6作者: freemanjiang大约 1 个月前原帖
Each moving arrow represents a real bike ride. There are 291 million rides in total, covering 12 years of history from June 2013 to December 2025, based on public data published by Lyft.<p>If you&#x27;ve ever taken a Citi Bike ride before, you are included in this massive visualization! You can search for your ride using Cmd + K and your Citi Bike receipt, which should give you the time of your ride and start&#x2F;end station.<p>Some technical details:<p>- No backend! Processed data is stored in parquet files on a CDN, and queried directly by DuckDB WASM<p>- deck.gl w&#x2F; Mapbox for GPU-accelerated rendering of thousands of concurrent animated bikes<p>- Web Workers decode polyline routes and do as much precomputation as possible off the main thread<p>- Since only (start, end) station pairs are provided, routes are generated by querying OSRM for the shortest path between all 2,400+ station pairs<p>Legend:<p>- Blue = E-Bike<p>- Purple = Classic Bike<p>- Red = Bike docked<p>- Green = Bike unlocked
2作者: elmascato大约 1 个月前原帖
Hi HN,<p>I am a CTO&#x2F;Founder usually stuck in &quot;development hell&quot; on long-term projects. To fix my perfectionism, I started a challenge on Jan 1st: Ship 12 startups in 12 months.<p>This is Project #01: TierWise.<p>The Problem: Most SaaS founders price for the US&#x2F;EU market. Charging a flat $49&#x2F;mo excludes huge segments of users in LATAM, India, or Southeast Asia where purchasing power is lower. Building a custom GeoIP&#x2F;PPP logic for every side project is a distraction.<p>The Solution: I built a drop-in JS widget that detects the visitor&#x27;s country and calculates a discount based on their local Purchasing Power Parity (PPP).<p>The Stack (The &quot;Speed Run&quot; setup):<p>Backend: Laravel 11 (API).<p>Frontend: Nuxt 3 (SSR).<p>Logic: Custom Middleware + Redis (for request throttling) + MaxMind GeoIP.<p>Design: Soft Brutalism (trying to avoid the generic &quot;AI dark mode&quot; look).<p>Business Model: It’s an open SaaS.<p>Free: 500 adjustments&#x2F;month (no credit card).<p>Paid ($9&#x2F;mo): Unlimited + White-label.<p>I’d love your feedback on the implementation and the &quot;Soft Brutalism&quot; UI approach.<p>Link: <a href="https:&#x2F;&#x2F;tierwise.dev&#x2F;" rel="nofollow">https:&#x2F;&#x2F;tierwise.dev&#x2F;</a>
6作者: jackhulbert大约 1 个月前原帖
Long time lurker here. My family had a pen-and-paper game we&#x27;d play on long drives to visit my great-grandmother. After she passed, I spent the holidays recreating it: <a href="https:&#x2F;&#x2F;a26z.fun" rel="nofollow">https:&#x2F;&#x2F;a26z.fun</a><p>How it works:<p>Find 15 words from a category (like &quot;Stone Fruits,&quot; &quot;US States,&quot; or &quot;Dog Breeds&quot;) as fast as you can.

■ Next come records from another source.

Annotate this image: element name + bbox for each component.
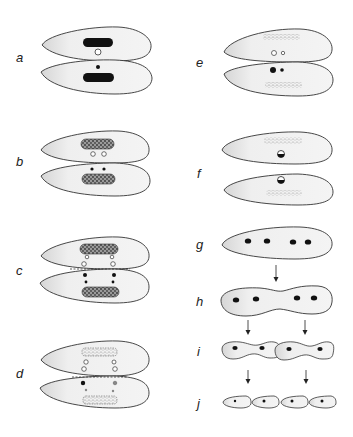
nucleus — [321, 400, 324, 403]
cell-lower — [40, 269, 149, 303]
micronucleus-solid — [81, 381, 85, 385]
micronucleus-open — [82, 367, 87, 372]
nucleus — [264, 238, 270, 243]
nucleus — [233, 298, 239, 303]
macronuclear-fragments — [263, 34, 300, 40]
nucleus — [234, 400, 236, 402]
panel-label-j: j — [195, 396, 201, 411]
daughter-cell — [223, 396, 251, 408]
panel-label-a: a — [16, 50, 23, 65]
panel-c: c — [16, 237, 149, 303]
panel-label-i: i — [197, 344, 201, 359]
nucleus — [291, 400, 294, 403]
micronucleus-open — [91, 152, 96, 157]
panel-b: b — [16, 131, 150, 196]
cell-upper — [222, 132, 332, 164]
macronucleus-granular — [82, 287, 119, 297]
micronucleus-grey — [112, 390, 114, 392]
micronucleus-solid — [112, 273, 116, 277]
micronucleus-solid — [112, 281, 115, 284]
cell-lower — [224, 62, 333, 96]
macronuclear-fragments — [266, 190, 302, 196]
micronucleus-open — [102, 152, 107, 157]
pronucleus-solid — [280, 68, 284, 72]
panel-g: g — [196, 227, 332, 259]
micronucleus-open — [111, 262, 116, 267]
panel-label-h: h — [196, 294, 203, 309]
micronucleus-open — [82, 262, 87, 267]
micronucleus-open — [84, 360, 88, 364]
micronucleus-open — [272, 51, 277, 56]
panel-label-e: e — [196, 55, 203, 70]
panel-label-d: d — [16, 366, 24, 381]
cell — [222, 227, 332, 259]
nucleus — [290, 239, 296, 244]
micronucleus-solid — [85, 281, 88, 284]
macronucleus-granular — [80, 244, 118, 254]
macronucleus-fragmenting — [83, 396, 117, 404]
macronucleus-granular — [81, 139, 114, 149]
panel-i: i — [197, 342, 334, 360]
panel-d: d — [16, 341, 149, 408]
micronucleus-open — [281, 51, 284, 54]
daughter-cell — [252, 396, 279, 408]
panel-label-f: f — [197, 166, 202, 181]
micronucleus-open — [112, 360, 116, 364]
panel-label-g: g — [196, 237, 204, 252]
conjugation-diagram: a b c d — [0, 0, 353, 437]
macronuclear-fragments — [265, 82, 302, 88]
micronucleus-open — [95, 49, 101, 55]
micronucleus-solid — [90, 167, 93, 170]
synkaryon — [278, 151, 285, 158]
nucleus — [232, 346, 237, 350]
constricting-cell — [222, 342, 280, 359]
micronucleus-solid — [96, 65, 100, 69]
micronucleus-open — [85, 255, 89, 259]
macronuclear-fragments — [264, 137, 302, 144]
micronucleus-open — [113, 367, 118, 372]
pronucleus-solid — [270, 67, 276, 73]
constricting-cell — [275, 342, 334, 360]
macronucleus-granular — [82, 174, 115, 184]
panel-a: a — [16, 27, 152, 94]
nucleus — [305, 239, 311, 244]
panel-f: f — [197, 132, 333, 205]
arrow-g-to-h — [274, 265, 279, 282]
arrow-h-to-i-right — [303, 320, 308, 335]
micronucleus-grey — [85, 389, 87, 391]
nucleus — [253, 297, 259, 302]
micronucleus-solid — [102, 167, 105, 170]
arrow-i-to-j-right — [304, 370, 309, 384]
nucleus — [311, 296, 317, 301]
daughter-cell — [281, 396, 308, 408]
micronucleus-solid — [83, 273, 87, 277]
panel-e: e — [196, 29, 333, 96]
nucleus — [286, 347, 291, 351]
macronucleus-fragmenting — [82, 348, 117, 356]
micronucleus-open — [110, 255, 114, 259]
panel-label-b: b — [16, 154, 23, 169]
arrow-h-to-i-left — [246, 320, 251, 335]
nucleus — [317, 347, 322, 351]
synkaryon — [278, 177, 285, 184]
nucleus — [245, 238, 251, 243]
nucleus — [294, 296, 300, 301]
cell-upper — [41, 341, 149, 376]
panel-label-c: c — [16, 263, 23, 278]
micronucleus-grey — [113, 381, 117, 385]
cell-upper — [224, 29, 332, 62]
arrow-i-to-j-left — [246, 370, 251, 384]
panel-h: h — [196, 286, 332, 316]
panel-j: j — [195, 396, 336, 411]
nucleus — [263, 400, 266, 403]
nucleus — [259, 346, 264, 350]
macronucleus — [83, 38, 113, 47]
macronucleus — [83, 73, 114, 82]
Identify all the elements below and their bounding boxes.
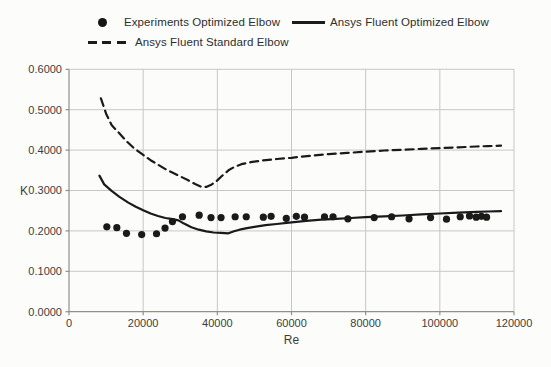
- x-axis-title: Re: [284, 333, 300, 347]
- line-series-ansys-fluent-optimized-elbow: [99, 176, 501, 234]
- svg-text:0.0000: 0.0000: [28, 306, 62, 318]
- svg-text:0.6000: 0.6000: [28, 63, 62, 75]
- svg-text:0: 0: [66, 317, 72, 329]
- chart-page: Experiments Optimized Elbow Ansys Fluent…: [0, 0, 551, 367]
- scatter-series-experiments-optimized-elbow: [103, 212, 490, 239]
- y-axis-title: K: [20, 184, 28, 198]
- svg-text:120000: 120000: [496, 317, 533, 329]
- svg-text:20000: 20000: [128, 317, 159, 329]
- svg-text:0.1000: 0.1000: [28, 265, 62, 277]
- k-vs-re-chart: 0200004000060000800001000001200000.00000…: [0, 0, 551, 367]
- x-tick-labels: 020000400006000080000100000120000: [66, 317, 532, 329]
- y-tick-labels: 0.00000.10000.20000.30000.40000.50000.60…: [28, 63, 62, 317]
- svg-text:0.4000: 0.4000: [28, 144, 62, 156]
- svg-text:60000: 60000: [276, 317, 307, 329]
- grid-lines: [69, 69, 514, 311]
- axes: [66, 69, 515, 315]
- svg-text:40000: 40000: [202, 317, 233, 329]
- line-series-ansys-fluent-standard-elbow: [101, 98, 501, 186]
- svg-text:0.5000: 0.5000: [28, 104, 62, 116]
- svg-text:100000: 100000: [421, 317, 458, 329]
- svg-text:80000: 80000: [350, 317, 381, 329]
- svg-text:0.2000: 0.2000: [28, 225, 62, 237]
- svg-text:0.3000: 0.3000: [28, 184, 62, 196]
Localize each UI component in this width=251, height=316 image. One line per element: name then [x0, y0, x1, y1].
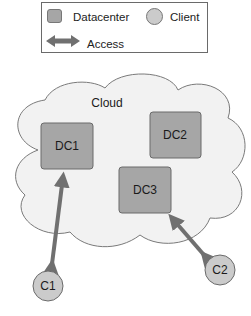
client-c2: C2 — [205, 255, 235, 285]
network-diagram: Cloud DC1 DC2 DC3 C1 C2 — [0, 0, 251, 316]
client-c1: C1 — [33, 271, 63, 301]
c2-label: C2 — [212, 263, 228, 277]
datacenter-dc3: DC3 — [119, 167, 171, 213]
datacenter-dc2: DC2 — [150, 112, 201, 158]
cloud-label: Cloud — [91, 96, 122, 110]
datacenter-dc1: DC1 — [41, 123, 93, 169]
dc1-label: DC1 — [55, 139, 79, 153]
c1-label: C1 — [40, 279, 56, 293]
dc3-label: DC3 — [133, 183, 157, 197]
dc2-label: DC2 — [163, 128, 187, 142]
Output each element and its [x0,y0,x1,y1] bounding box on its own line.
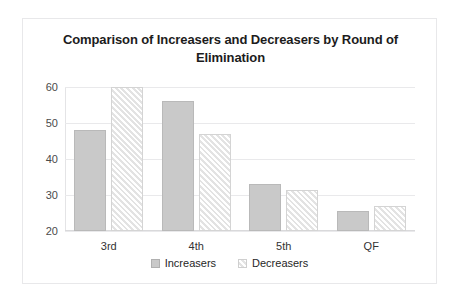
bar-decreasers-3rd [111,87,143,231]
bar-increasers-3rd [74,130,106,231]
y-axis-tick-label: 30 [46,189,58,201]
bar-increasers-4th [162,101,194,231]
bar-decreasers-5th [286,190,318,231]
y-axis-tick-label: 60 [46,81,58,93]
bar-group: QF [328,87,416,231]
bar-decreasers-qf [374,206,406,231]
x-axis-tick-label: 5th [240,240,328,252]
bar-group: 4th [153,87,241,231]
bar-group: 5th [240,87,328,231]
legend-label: Decreasers [252,257,308,269]
legend-item-increasers[interactable]: Increasers [151,257,216,269]
bar-increasers-5th [249,184,281,231]
legend-item-decreasers[interactable]: Decreasers [238,257,308,269]
y-axis-tick-label: 50 [46,117,58,129]
chart-legend: IncreasersDecreasers [23,257,436,269]
legend-label: Increasers [165,257,216,269]
y-axis-tick-label: 20 [46,225,58,237]
x-axis-tick-label: 3rd [65,240,153,252]
bar-increasers-qf [337,211,369,231]
y-axis-tick-label: 40 [46,153,58,165]
plot-area: 2030405060 3rd4th5thQF [65,87,415,231]
gridline [65,231,415,232]
legend-swatch-icon [238,259,247,268]
chart-frame: Comparison of Increasers and Decreasers … [22,18,437,284]
bar-group: 3rd [65,87,153,231]
bar-decreasers-4th [199,134,231,231]
x-axis-tick-label: 4th [153,240,241,252]
chart-title: Comparison of Increasers and Decreasers … [41,31,420,66]
legend-swatch-icon [151,259,160,268]
x-axis-tick-label: QF [328,240,416,252]
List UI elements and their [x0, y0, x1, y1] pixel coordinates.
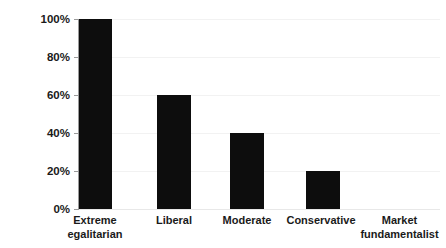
x-axis-label-market-fundamentalist: Market fundamentalist: [359, 213, 440, 241]
y-tick-0: [74, 209, 78, 210]
bar-conservative[interactable]: [306, 171, 340, 209]
y-axis-label-40: 40%: [0, 127, 70, 139]
bar-chart: 100% 80% 60% 40% 20% 0% Extreme egalitar…: [0, 0, 446, 248]
bar-extreme-egalitarian[interactable]: [78, 19, 112, 209]
y-axis-label-20: 20%: [0, 165, 70, 177]
x-axis-label-line-1: Moderate: [211, 213, 283, 227]
gridline-0: [78, 209, 440, 210]
x-axis-label-line-2: fundamentalist: [359, 227, 440, 241]
y-axis-label-80: 80%: [0, 51, 70, 63]
x-axis-label-line-1: Market: [359, 213, 440, 227]
y-tick-100: [74, 19, 78, 20]
x-axis-label-liberal: Liberal: [138, 213, 210, 227]
y-axis-label-60: 60%: [0, 89, 70, 101]
plot-area: [78, 19, 440, 209]
x-axis-label-line-1: Conservative: [283, 213, 359, 227]
y-tick-80: [74, 57, 78, 58]
y-tick-40: [74, 133, 78, 134]
y-axis-line: [78, 19, 79, 210]
x-axis-label-line-2: egalitarian: [59, 227, 131, 241]
x-axis-label-extreme-egalitarian: Extreme egalitarian: [59, 213, 131, 241]
y-tick-20: [74, 171, 78, 172]
x-axis-label-moderate: Moderate: [211, 213, 283, 227]
bar-moderate[interactable]: [230, 133, 264, 209]
x-axis-labels: Extreme egalitarian Liberal Moderate Con…: [78, 213, 440, 248]
x-axis-label-line-1: Liberal: [138, 213, 210, 227]
x-axis-label-line-1: Extreme: [59, 213, 131, 227]
y-tick-60: [74, 95, 78, 96]
bars-layer: [78, 19, 440, 209]
x-axis-label-conservative: Conservative: [283, 213, 359, 227]
y-axis-label-100: 100%: [0, 13, 70, 25]
bar-liberal[interactable]: [157, 95, 191, 209]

Once you meet the 15 word minimum, you can play for as long as you want.<p>Each letter shows how many target words start with it (A¹ = one word starts with A, N² = two words start with N)<p>That small ² in the bottom-right? Multi-word answers allowed. For &quot;US States&quot; with N², both &quot;NEW YORK&quot; and &quot;NORTH DAKOTA&quot; count<p>Unlimited guesses, 2 hints, and a shuffle button to reorder by frequency.<p>Example: Category: US States | Letters: A¹ M¹ N² S² Answers: ALABAMA, MONTANA, NEW MEXICO, SOUTH DAKOTA<p>If you&#x27;re into Connections or Strands, this scratches a similar itch but with a deduction twist.
3作者: KyleW9大约 1 个月前原帖
During the holidays, 50k people were dropped from one AI training project without the story reaching the front page. That tells you how invisible this expert workforce still is.<p>Right before the new year, the AI training community absorbed one of its biggest shockwaves: 50k contributors waking up to sudden removal and a one-line “quality requirements changed” message, with no real path to recover. For many, it meant losing time, momentum, and income.<p>This isn’t a post against AI training, just more of a defense for experts’ contributions. RLHF and data annotation help make models reliable, effective, and safe in the real world, and scaling it will demand deep expertise across industries, languages, and edge cases.<p>If we’re serious about scaling it, we need to start elevating the expert workforce that shapes AI across domains. We can’t treat them as disposable or erase them overnight.